A few reasons why people sometimes lack empathy include cognitive biases, dehumanization, and victim-blaming.

  • Cognitive Biases: Sometimes the way people perceive the world around them is influenced by a number of cognitive biases.
    • For example, people often attribute other people's failures to internal characteristics, while blaming their own shortcomings on external factors.
    • These biases can make it difficult to see all the factors that contribute to a situation and make it less likely that people will be able to see a situation from the perspective of another.
  • Dehumanization: Many also fall victim to the trap of thinking that people who are different from them also don't feel and behave the same as they do. This is particularly common in cases when other people are physically distant.
    • For example, when they watch reports of a disaster or conflict in a foreign land, people might be less likely to feel empathy if they think that those who are suffering are fundamentally different from themselves.
  • Victim Blaming: Sometimes when another person has suffered a terrible experience, people make the mistake of blaming the victim for their circumstances.
    • This is the reason why victims of crimes are often asked what they might have done differently to prevent the crime.

Steps To Develop Empathy

Empathy is a skill that can be learned and strengthened.
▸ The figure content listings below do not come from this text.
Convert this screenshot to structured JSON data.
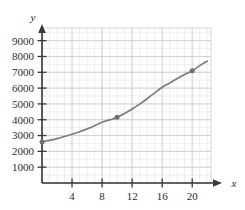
{
  "chart_data": {
    "type": "line",
    "title": "",
    "subtitle": "",
    "xlabel": "x",
    "ylabel": "y",
    "xlim": [
      0,
      22.5
    ],
    "ylim": [
      0,
      9800
    ],
    "xticks": [
      4,
      8,
      12,
      16,
      20
    ],
    "xtick_labels": [
      "4",
      "8",
      "12",
      "16",
      "20"
    ],
    "yticks": [
      1000,
      2000,
      3000,
      4000,
      5000,
      6000,
      7000,
      8000,
      9000
    ],
    "ytick_labels": [
      "1000",
      "2000",
      "3000",
      "4000",
      "5000",
      "6000",
      "7000",
      "8000",
      "9000"
    ],
    "grid": true,
    "grid_minor_x_step": 1,
    "grid_minor_y_step": 500,
    "grid_major_x_step": 4,
    "grid_major_y_step": 1000,
    "legend": null,
    "legend_position": "none",
    "series": [
      {
        "name": "curve",
        "type": "line",
        "color": "#7b7b86",
        "x": [
          0,
          1,
          2,
          3,
          4,
          5,
          6,
          7,
          8,
          9,
          10,
          11,
          12,
          13,
          14,
          15,
          16,
          17,
          18,
          19,
          20,
          21,
          22
        ],
        "y": [
          2600,
          2700,
          2810,
          2940,
          3080,
          3240,
          3420,
          3620,
          3840,
          3990,
          4150,
          4400,
          4680,
          4990,
          5330,
          5700,
          6050,
          6320,
          6600,
          6860,
          7100,
          7420,
          7700
        ]
      }
    ],
    "markers": [
      {
        "x": 0,
        "y": 2600,
        "label": ""
      },
      {
        "x": 10,
        "y": 4150,
        "label": ""
      },
      {
        "x": 20,
        "y": 7100,
        "label": ""
      }
    ],
    "colors": {
      "curve": "#7b7b86",
      "marker": "#6f6f7a",
      "axis": "#3a3a3a",
      "grid_minor": "#e2e2ea",
      "grid_major": "#c9c9d6",
      "text": "#2b2b2b",
      "background": "#ffffff"
    }
  },
  "axis": {
    "y_name": "y",
    "x_name": "x"
  }
}
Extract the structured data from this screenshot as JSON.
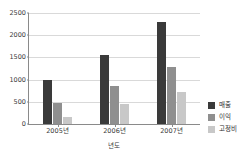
{
  "chart_data": {
    "type": "bar",
    "title": "",
    "xlabel": "년도",
    "ylabel": "",
    "categories": [
      "2005년",
      "2006년",
      "2007년"
    ],
    "series": [
      {
        "name": "매출",
        "color": "#3a3a3a",
        "values": [
          1000,
          1560,
          2300
        ]
      },
      {
        "name": "이익",
        "color": "#8f8f8f",
        "values": [
          480,
          860,
          1280
        ]
      },
      {
        "name": "고정비",
        "color": "#c8c8c8",
        "values": [
          150,
          440,
          720
        ]
      }
    ],
    "ylim": [
      0,
      2500
    ],
    "yticks": [
      0,
      500,
      1000,
      1500,
      2000,
      2500
    ],
    "ytick_labels": [
      "0",
      "500",
      "1000",
      "1500",
      "2000",
      "2500"
    ],
    "grid": true,
    "legend_position": "right"
  }
}
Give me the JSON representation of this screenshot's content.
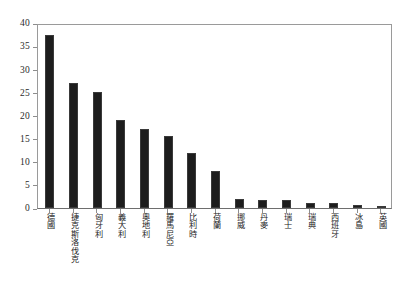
{
  "chart_data": {
    "type": "bar",
    "title": "",
    "subtitle": "",
    "xlabel": "",
    "ylabel": "",
    "ylim": [
      0,
      40
    ],
    "yticks": [
      0,
      5,
      10,
      15,
      20,
      25,
      30,
      35,
      40
    ],
    "grid": false,
    "legend": null,
    "bar_color": "#1d1d1d",
    "axis_color": "#8d8d8d",
    "categories": [
      "德國",
      "捷克斯洛伐克",
      "匈牙利",
      "義大利",
      "奧地利",
      "羅馬尼亞",
      "比利時",
      "荷蘭",
      "挪威",
      "丹麥",
      "瑞士",
      "瑞典",
      "西班牙",
      "冰島",
      "英國"
    ],
    "values": [
      37.5,
      27,
      25,
      19,
      17,
      15.5,
      11.8,
      8,
      2,
      1.8,
      1.7,
      1,
      1,
      0.7,
      0.5
    ]
  }
}
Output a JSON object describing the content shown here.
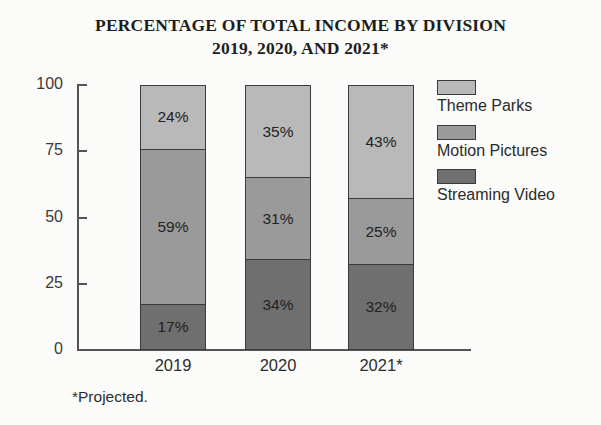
{
  "chart_data": {
    "type": "bar",
    "title": "PERCENTAGE OF TOTAL INCOME BY DIVISION",
    "subtitle": "2019, 2020, AND 2021*",
    "xlabel": "",
    "ylabel": "",
    "ylim": [
      0,
      100
    ],
    "yticks": [
      100,
      75,
      50,
      25,
      0
    ],
    "ytick_labels": [
      "100",
      "75",
      "50",
      "25",
      "0"
    ],
    "grid": false,
    "stacked": true,
    "legend_position": "right",
    "categories": [
      "2019",
      "2020",
      "2021*"
    ],
    "series": [
      {
        "name": "Theme Parks",
        "values": [
          24,
          35,
          43
        ],
        "color": "#b9b9b9"
      },
      {
        "name": "Motion Pictures",
        "values": [
          59,
          31,
          25
        ],
        "color": "#9a9a9a"
      },
      {
        "name": "Streaming Video",
        "values": [
          17,
          34,
          32
        ],
        "color": "#6f6f6f"
      }
    ],
    "bars": [
      {
        "category": "2019",
        "segments": [
          {
            "series": "Theme Parks",
            "value": 24,
            "label": "24%"
          },
          {
            "series": "Motion Pictures",
            "value": 59,
            "label": "59%"
          },
          {
            "series": "Streaming Video",
            "value": 17,
            "label": "17%"
          }
        ]
      },
      {
        "category": "2020",
        "segments": [
          {
            "series": "Theme Parks",
            "value": 35,
            "label": "35%"
          },
          {
            "series": "Motion Pictures",
            "value": 31,
            "label": "31%"
          },
          {
            "series": "Streaming Video",
            "value": 34,
            "label": "34%"
          }
        ]
      },
      {
        "category": "2021*",
        "segments": [
          {
            "series": "Theme Parks",
            "value": 43,
            "label": "43%"
          },
          {
            "series": "Motion Pictures",
            "value": 25,
            "label": "25%"
          },
          {
            "series": "Streaming Video",
            "value": 32,
            "label": "32%"
          }
        ]
      }
    ],
    "annotations": [
      "*Projected."
    ]
  },
  "footnote": "*Projected.",
  "colors": {
    "background": "#fbfbf9",
    "axis": "#545454",
    "outline": "#3b3b3b",
    "text": "#2a2a2a"
  }
}
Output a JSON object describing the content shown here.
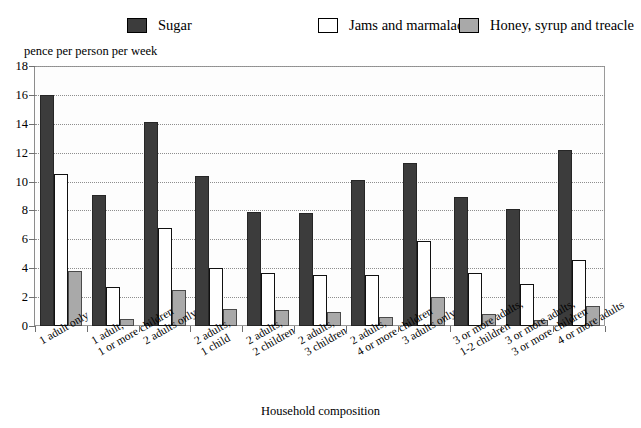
{
  "legend": {
    "items": [
      {
        "label": "Sugar",
        "swatch": "legend-swatch-sugar",
        "color": "#3c3c3c"
      },
      {
        "label": "Jams and marmalade",
        "swatch": "legend-swatch-jams",
        "color": "#ffffff"
      },
      {
        "label": "Honey, syrup and treacle",
        "swatch": "legend-swatch-honey",
        "color": "#a9a9a9"
      }
    ]
  },
  "axes": {
    "y_title": "pence per person per week",
    "x_title": "Household composition",
    "y_ticks": [
      "18",
      "16",
      "14",
      "12",
      "10",
      "8",
      "6",
      "4",
      "2",
      "0"
    ]
  },
  "chart_data": {
    "type": "bar",
    "title": "",
    "subtitle": "",
    "xlabel": "Household composition",
    "ylabel": "pence per person per week",
    "ylim": [
      0,
      18
    ],
    "ytick_step": 2,
    "grid": true,
    "legend_position": "top",
    "orientation": "vertical",
    "grouping": "grouped",
    "categories": [
      "1 adult only",
      "1 adult,\n1 or more children",
      "2 adults only",
      "2 adults,\n1 child",
      "2 adults,\n2 children",
      "2 adults,\n3 children",
      "2 adults,\n4 or more children",
      "3 adults only",
      "3 or more adults,\n1-2  children",
      "3 or more adults,\n3 or more children",
      "4 or more adults"
    ],
    "category_lines": [
      [
        "1 adult only"
      ],
      [
        "1 adult,",
        "1 or more children"
      ],
      [
        "2 adults only"
      ],
      [
        "2 adults,",
        "1 child"
      ],
      [
        "2 adults,",
        "2 children"
      ],
      [
        "2 adults,",
        "3 children"
      ],
      [
        "2 adults,",
        "4 or more children"
      ],
      [
        "3 adults only"
      ],
      [
        "3 or more adults,",
        "1-2  children"
      ],
      [
        "3 or more adults,",
        "3 or more children"
      ],
      [
        "4 or more adults"
      ]
    ],
    "series": [
      {
        "name": "Sugar",
        "color": "#3c3c3c",
        "values": [
          16.0,
          9.1,
          14.1,
          10.4,
          7.9,
          7.8,
          10.1,
          11.3,
          8.9,
          8.1,
          12.2
        ]
      },
      {
        "name": "Jams and marmalade",
        "color": "#ffffff",
        "values": [
          10.5,
          2.7,
          6.8,
          4.0,
          3.7,
          3.5,
          3.5,
          5.9,
          3.7,
          2.9,
          4.6
        ]
      },
      {
        "name": "Honey, syrup and treacle",
        "color": "#a9a9a9",
        "values": [
          3.8,
          0.5,
          2.5,
          1.2,
          1.1,
          1.0,
          0.6,
          2.0,
          0.8,
          0.4,
          1.4
        ]
      }
    ]
  }
}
There are a few things that one can do:

  • Develop Radical Listening: Radical listening can have an extraordinary impact on resolving conflict situations and develop empathic behavior.
    • Radical Listening means letting people have their say, hold back from interrupting and even reflect back what they've told you so they knew you were really listening.
  • Look for the Human Behind Everything: A second step is to deepen empathic concern for others by developing an awareness of all those individuals hidden behind the surface of our daily lives, on whom we may depend in some way.
    • A Buddhist-inspired approach to this is to spend a whole day becoming mindful of every person connected to your routine actions.
    • It is precisely such mindful awareness that can spark empathic action on the behalf of others.
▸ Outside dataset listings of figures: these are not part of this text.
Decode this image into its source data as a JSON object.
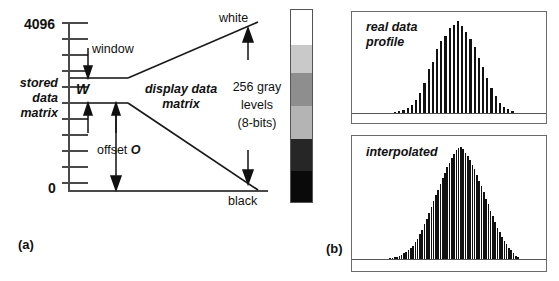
{
  "figure": {
    "panel_a_label": "(a)",
    "panel_b_label": "(b)"
  },
  "panel_a": {
    "axis": {
      "max_label": "4096",
      "min_label": "0",
      "tick_count": 11
    },
    "labels": {
      "stored_data_matrix": "stored\ndata\nmatrix",
      "stored_line1": "stored",
      "stored_line2": "data",
      "stored_line3": "matrix",
      "window": "window",
      "window_symbol": "W",
      "offset": "offset ",
      "offset_symbol": "O",
      "display_data_matrix_line1": "display data",
      "display_data_matrix_line2": "matrix",
      "white": "white",
      "black": "black",
      "gray_levels_line1": "256 gray",
      "gray_levels_line2": "levels",
      "gray_levels_line3": "(8-bits)"
    },
    "colors": {
      "axis": "#4a4a4a",
      "ramp": "#1a1a1a",
      "text": "#111111"
    }
  },
  "grayscale_bar": {
    "name": "grayscale-ramp",
    "bands": [
      {
        "label": "white",
        "color": "#ffffff",
        "height_pct": 18
      },
      {
        "label": "light-gray",
        "color": "#c9c9c9",
        "height_pct": 15
      },
      {
        "label": "mid-gray",
        "color": "#8e8e8e",
        "height_pct": 17
      },
      {
        "label": "gray",
        "color": "#b4b4b4",
        "height_pct": 17
      },
      {
        "label": "dark-gray",
        "color": "#262626",
        "height_pct": 17
      },
      {
        "label": "black",
        "color": "#0a0a0a",
        "height_pct": 16
      }
    ]
  },
  "chart_data": [
    {
      "type": "bar",
      "name": "real-data-profile",
      "title": "real data profile",
      "title_line1": "real data",
      "title_line2": "profile",
      "xlabel": "",
      "ylabel": "",
      "grid": false,
      "legend": "none",
      "ylim": [
        0,
        100
      ],
      "bar_count": 29,
      "categories": [
        "1",
        "2",
        "3",
        "4",
        "5",
        "6",
        "7",
        "8",
        "9",
        "10",
        "11",
        "12",
        "13",
        "14",
        "15",
        "16",
        "17",
        "18",
        "19",
        "20",
        "21",
        "22",
        "23",
        "24",
        "25",
        "26",
        "27",
        "28",
        "29"
      ],
      "values": [
        1,
        2,
        3,
        5,
        9,
        14,
        22,
        33,
        48,
        55,
        70,
        78,
        84,
        92,
        96,
        100,
        95,
        88,
        80,
        72,
        60,
        50,
        38,
        27,
        18,
        11,
        7,
        4,
        2
      ]
    },
    {
      "type": "bar",
      "name": "interpolated-profile",
      "title": "interpolated",
      "title_line1": "interpolated",
      "xlabel": "",
      "ylabel": "",
      "grid": false,
      "legend": "none",
      "ylim": [
        0,
        100
      ],
      "bar_count": 57,
      "categories": [
        "1",
        "2",
        "3",
        "4",
        "5",
        "6",
        "7",
        "8",
        "9",
        "10",
        "11",
        "12",
        "13",
        "14",
        "15",
        "16",
        "17",
        "18",
        "19",
        "20",
        "21",
        "22",
        "23",
        "24",
        "25",
        "26",
        "27",
        "28",
        "29",
        "30",
        "31",
        "32",
        "33",
        "34",
        "35",
        "36",
        "37",
        "38",
        "39",
        "40",
        "41",
        "42",
        "43",
        "44",
        "45",
        "46",
        "47",
        "48",
        "49",
        "50",
        "51",
        "52",
        "53",
        "54",
        "55",
        "56",
        "57"
      ],
      "values": [
        1,
        1,
        2,
        2,
        3,
        4,
        5,
        6,
        8,
        10,
        12,
        15,
        18,
        22,
        26,
        31,
        36,
        41,
        46,
        52,
        57,
        62,
        67,
        72,
        77,
        82,
        86,
        90,
        94,
        97,
        99,
        100,
        98,
        95,
        92,
        88,
        84,
        80,
        75,
        70,
        65,
        60,
        54,
        49,
        43,
        38,
        33,
        28,
        24,
        20,
        16,
        13,
        10,
        8,
        5,
        3,
        2
      ]
    }
  ]
}
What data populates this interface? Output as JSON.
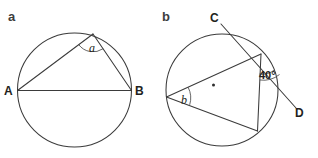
{
  "figure": {
    "background_color": "#ffffff",
    "stroke_color": "#3b3b3b",
    "text_color": "#231f20",
    "width": 318,
    "height": 158
  },
  "panels": [
    {
      "id": "panel-a",
      "label": "a",
      "description": "Circle with inscribed triangle on diameter AB, apex angle marked a",
      "circle": {
        "cx": 74.5,
        "cy": 90,
        "r": 57
      },
      "points": {
        "A": {
          "x": 17.5,
          "y": 90.5,
          "label": "A"
        },
        "B": {
          "x": 131.5,
          "y": 90.5,
          "label": "B"
        },
        "apex": {
          "x": 93,
          "y": 34
        }
      },
      "angle": {
        "name": "a",
        "label": "a",
        "vertex": "apex",
        "label_x": 92,
        "label_y": 51
      }
    },
    {
      "id": "panel-b",
      "label": "b",
      "description": "Circle with inscribed triangle and tangent line CD, tangent-chord angle 40 degrees, inscribed angle b",
      "circle": {
        "cx": 222,
        "cy": 90,
        "r": 56
      },
      "center_dot": {
        "x": 213.5,
        "y": 85
      },
      "points": {
        "C": {
          "x": 217,
          "y": 20,
          "label": "C"
        },
        "D": {
          "x": 299,
          "y": 112,
          "label": "D"
        },
        "left": {
          "x": 166.5,
          "y": 97
        },
        "top_right": {
          "x": 261,
          "y": 54
        },
        "bottom_right": {
          "x": 257.5,
          "y": 131
        }
      },
      "angles": [
        {
          "name": "angle-40",
          "label": "40°",
          "value": 40,
          "unit": "degrees",
          "vertex": "top_right",
          "label_x": 266,
          "label_y": 76
        },
        {
          "name": "b",
          "label": "b",
          "vertex": "left",
          "label_x": 184,
          "label_y": 103
        }
      ]
    }
  ]
}
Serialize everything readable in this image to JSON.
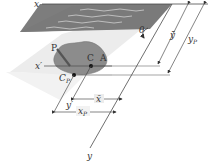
{
  "diagram": {
    "colors": {
      "liquid": "#7d7d7d",
      "liquid_waves": "#cfcfcf",
      "plate": "#ececec",
      "area": "#8c8c8c",
      "lines": "#4a4a4a",
      "background": "#ffffff"
    },
    "labels": {
      "x_axis": "x",
      "y_axis": "y",
      "x_prime": "x′",
      "y_prime": "y′",
      "theta": "θ",
      "force": "P",
      "centroid": "C",
      "area": "A",
      "center_of_pressure": "C",
      "center_of_pressure_sub": "P",
      "y_bar": "ȳ",
      "y_p": "y",
      "y_p_sub": "P",
      "x_bar": "x̄",
      "x_p": "x",
      "x_p_sub": "P"
    }
  }
}
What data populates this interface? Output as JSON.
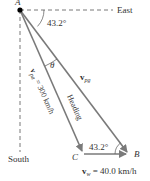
{
  "diagram": {
    "points": {
      "A": {
        "label": "A",
        "x": 20,
        "y": 10
      },
      "B": {
        "label": "B",
        "x": 129,
        "y": 154
      },
      "C": {
        "label": "C",
        "x": 83,
        "y": 154
      }
    },
    "axes": {
      "east_label": "East",
      "south_label": "South"
    },
    "angles": {
      "top_angle": "43.2°",
      "bottom_angle": "43.2°",
      "theta": "θ"
    },
    "vectors": {
      "v_pa": {
        "symbol": "v",
        "subscript": "pa",
        "value_text": " = 300 km/h"
      },
      "v_pg": {
        "symbol": "v",
        "subscript": "pg"
      },
      "heading_label": "Heading",
      "v_w": {
        "symbol": "v",
        "subscript": "w",
        "value_text": " = 40.0 km/h"
      }
    },
    "colors": {
      "vector_stroke": "#7a7a7a",
      "dashed_stroke": "#555555",
      "point_fill": "#000000",
      "text": "#333333"
    }
  }
}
Some Quotes Related to Empathy

  • “You Can Only Understand People If you feel them up yourself”. —John Steinbeck, East of Eden
  • “Yet, taught by time, my heart has learned to glow at other’s good, and melt at another's woe”. —Homer
  • “When A good man is hurt all who would be called good must suffer with him” —Euripides
  • “Seeing with the eyes of another, listening with the arsof another,and feeling with the heart of another”. —Alfred Adler
  • “I call him religious who understands the sufferings of others”. —Mahatma Gandhi
  • “If there is any one secret of success, it lies the ability to get the other person's view and see things from his angle as well as your own.” —Henry Ford

Conclusion

Empathy is the ability to see things from another person's perspective and sympathize with another's emotions, it plays an important role in establishing harmony in society. Empathy is essential for civil services, as in administrative situations, all relevant viewpoints have to be elicited and suitably accommodated.

Watch “Empathy vs Sympathy: Concept Talk” by Dr. Vikas Divyakirti. Dr. Vikas Divyakirti, in this video, has explained the Meaning and Difference between the terms 'Empathy' and 'Sympathy'. Based on examples of everyday's and administrative life, this video explains what is the difference between these two terms (Empathy and Sympathy) used in Psychology and at what point this difference gets blurred.